Rumi
Rumi
Jalāl ad-Dīn Muhammad Rūmī, also known as Jalāl ad-Dīn Muhammad Balkhī, Mawlānā/Mevlânâ, Mevlevî/Mawlawī, and more popularly simply as Rumi, was a 13th-century Persian poet, jurist, Islamic scholar, theologian, and Sufi mystic. Rumi's influence transcends national borders and ethnic divisions: Iranians, Tajiks, Turks, Greeks, Pashtuns, other Central Asian Muslims, and the Muslims of South Asia have greatly appreciated his spiritual legacy for the past seven centuries. His poems have been widely translated into many of the world's languages and transposed into...
ProfessionPoet
Date of Birth30 September 1207
Through Love all that is bitter will be sweet, Through Love all that is copper will be gold, Through Love all dregs will become wine, through Love all pain will turn to medicine.
Flattery's fire is hidden. Its sweet taste is apparent, but the smoke is bound to come out at last.
A moment of happiness, you and I sitting on the verandah, apparently two, but one in soul, you and I. We feel the flowing water of life here, you and I, with the garden's beauty and the birds singing. The stars will be watching us, and we will show them what it is to be a thin crescent moon. You and I unselfed, will be together, indifferent to idle speculation, you and I. The parrots of heaven will be cracking sugar as we laugh together, you and I. In one form upon this earth, and in another form in a timeless sweet land.

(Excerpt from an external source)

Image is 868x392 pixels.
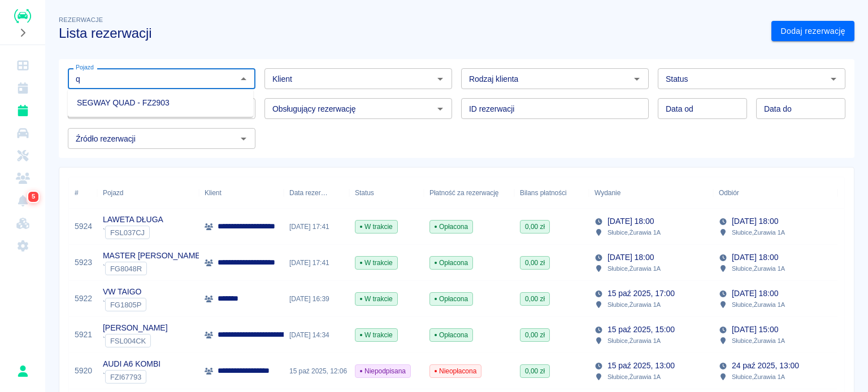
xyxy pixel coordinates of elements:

Journey from the self to the Self and find the mine of gold. Leave behind what is sour and bitter and move toward the sweet.
Find the sweetness in your own heart, then you may find the sweetness in every heart.
In things spiritual, there is no partition, no number, no individuals. How sweet is the oneness-unearth the treasure of Unity.
There's hidden sweetness in the stomach's emptiness.
Through love all that is bitter will be sweet.
From cane reeds, sugar. From a worm's cocoon, silk. Be patient if you can, and from sour grapes will come something sweet.
Is your face a beautiful blossom or a sweet torture? I have no complaints but my heart is tempted to let you hear of its sorrows.
We are the mirror as well as the face in it. We are tasting the taste this minute of eternity. We are pain and what cures pain both. We are the sweet cold water and the jar that pours.
We are the mirror, as well as the face in it. We are tasting the taste of eternity this minute. We are pain and what cures pain. We are the sweet cold water and the jar that pours. Soul of the world, no life, nor world remain, no beautiful women and men longing. Only this ancient love circling the holy black stone of nothing. Where the lover is the loved, the horizon and everything within it.
Be kind and honest, and harmful poisons will turn sweet inside you.
We are pain and what cures pain, both. We are the sweet cold water and the jar that pours. I want to hold you close like a lute, so that we can cry out with loving. Would you rather throw stones at a mirror? I am your mirror and here are the stones.